Thursday, 23 July 2015

WOMAD and bucket lists

There are bucket lists and then there are reverse bucket lists.

Bucket lists contain the things one feels one really ought to do at least once before kicking the bucket. I’ve never been on a helicopter ride, or visited the Taj Mahal, or seen the Northern Lights. They’re all things I’d like to do before I get my visit from the grim reaper (even if he turns out to be rather a sympathetic character, as in the Terry Pratchett view).

On the other hand, I’ve also never visited a firing range or the state of Israel. The first of these I feel no desire whatever to do, the second is one of those things I don’t contemplate with any enthusiasm for the present or the future, but would quite like to have done in the past: I’d like to have already been to Israel, to know a little more about what it’s really like, but as far as any future plans are concerned, it’s probably pretty much at the bottom of my list of places to visit, outside war zones.

Really. Below Minsk, say, or even Pittsburgh. 

I’d actually quite like to go to those places, if only because my grandfather’s family came from Minsk, and Pittsburgh includes the place that was once known as the ‘Forks of the Ohio’ – George Washington was there, as a Militia officer supporting British military operations, and it still feels ironic to me that Washington once served under, rather than against, British colours.

The Forks of the Ohio.
Less built up in the time of loyal British subject, George Washington
Another thing I’ve never done is ever visit a theme park. I say that without pride, though with relief. I gave up going to amusement parks when I realised, aged 22, that rides I’d loved as a child simply made me sick as an adult – anything, in particular, that spun round and round. As for a ride that takes you to the edge of a death-defying fall and then plunges down, my vertigo leaves me regarding the experience as to be avoided at any cost. A source of pleasure? I’m not that masochistic.

That does leave me feeling guilty towards my poor, long-suffering wife. She was once deeply familiar with more or less every theme park from South West Germany (Europa Park) and North West England (Alton Towers), enduring in particular several visits to Disneyland Paris and the nearby Parc Asterix. Somehow I was always unavoidably elsewhere when any of these trips occurred.
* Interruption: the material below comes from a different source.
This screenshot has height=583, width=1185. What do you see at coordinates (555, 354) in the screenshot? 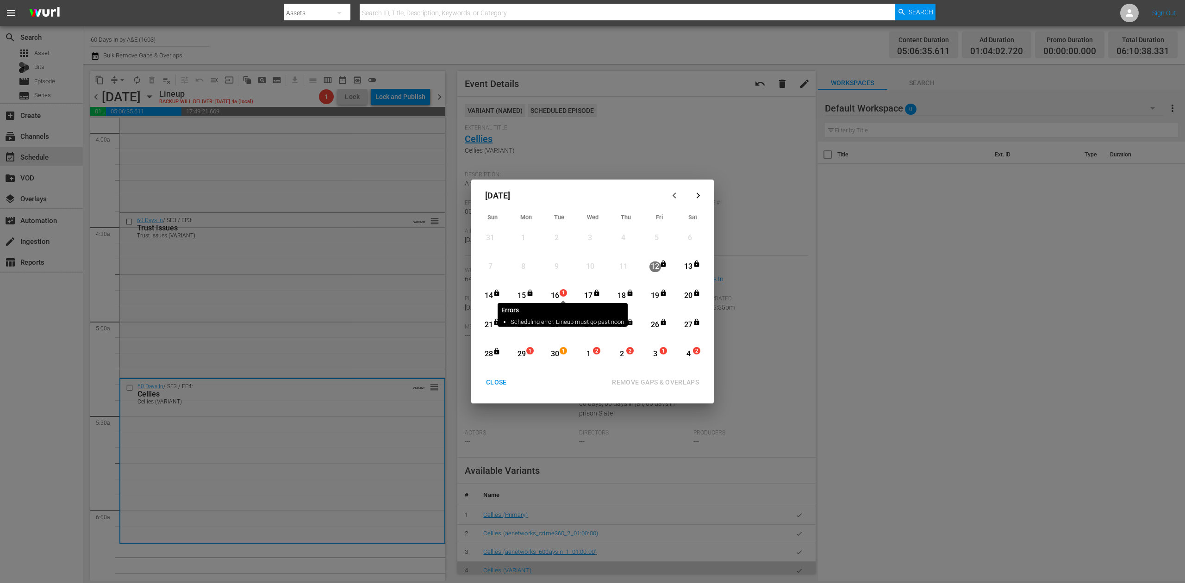
I see `div: 30` at bounding box center [555, 354].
My only grandchild to date has now reached an age where she doesn’t need her grandfather to accompany her to one of those ghastly places. Since my other two sons are proving slow at producing any further grandchildren for us, I expect to be able to plead age and infirmity by the time it comes to taking any of them if, indeed, any of them ever show up.

So visiting theme parks remains firmly on my reverse bucket list: things not to do this side of the grave. I’m making no dispositions for what may happen on the other side. I suspect, given the life I’ve led, that I might find myself condemned to an eternal theme park anyway.
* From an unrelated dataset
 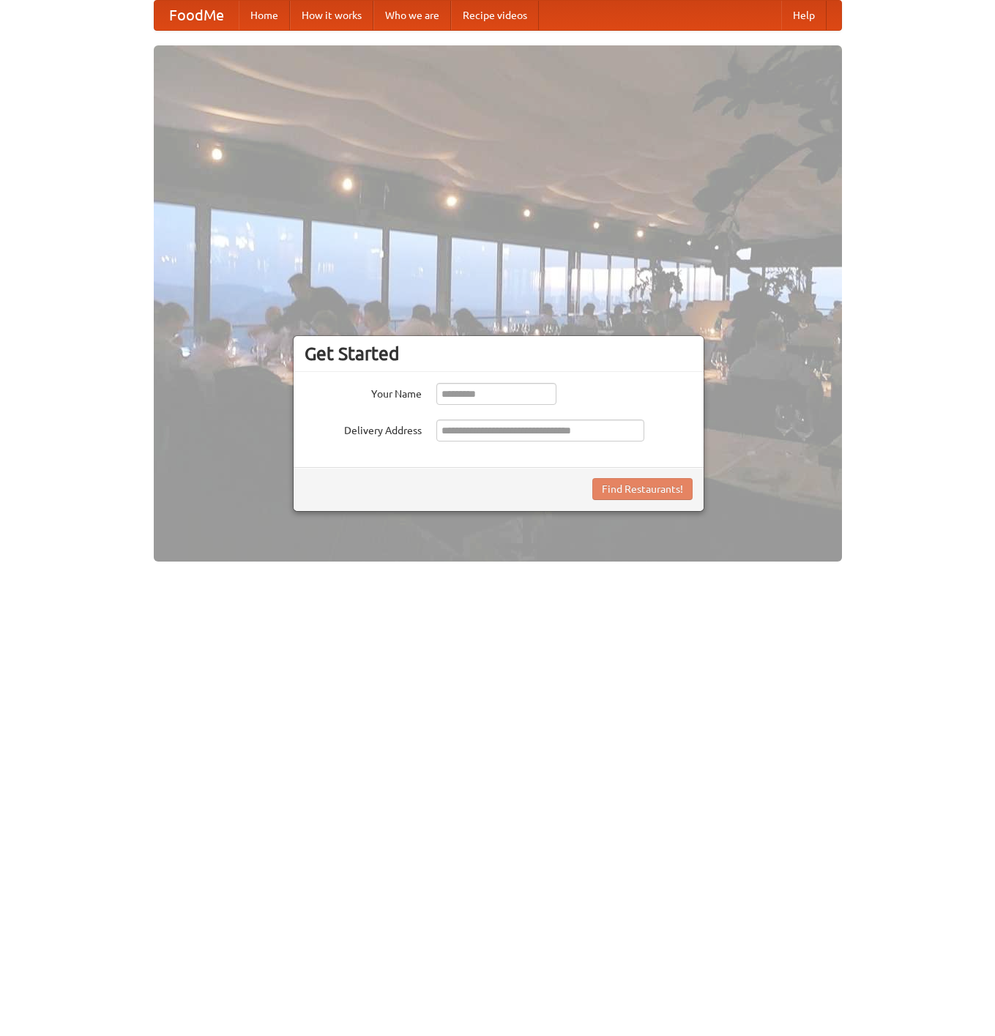 I want to click on a: FoodMe, so click(x=196, y=15).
But tomorrow an important box gets ticked off one or other of the lists. I’m still not sure which. Certainly, it wasn’t something I felt inclined to do – otherwise I might already have done it – but nor am I averse to doing it. Either way, it happens tomorrow.

I shall be off to my first ever music festival.

Gets ticked off a list tomorrow
WOMAD (World of Music, Arts and Dance, I’m told), near Malmesbury in Wiltshire. Danielle and I are going and meeting a bunch of friends there. I expect it’ll be fine, though probably not in the meteorological sense of fine: heavy rain’s forecast. But I understand that mud is part of the experience, so thats probably appropriate.

Anyway, at least I’ll be able to tick it off the list. And by the time I get home, I’ll no doubt have decided which list it belonged to.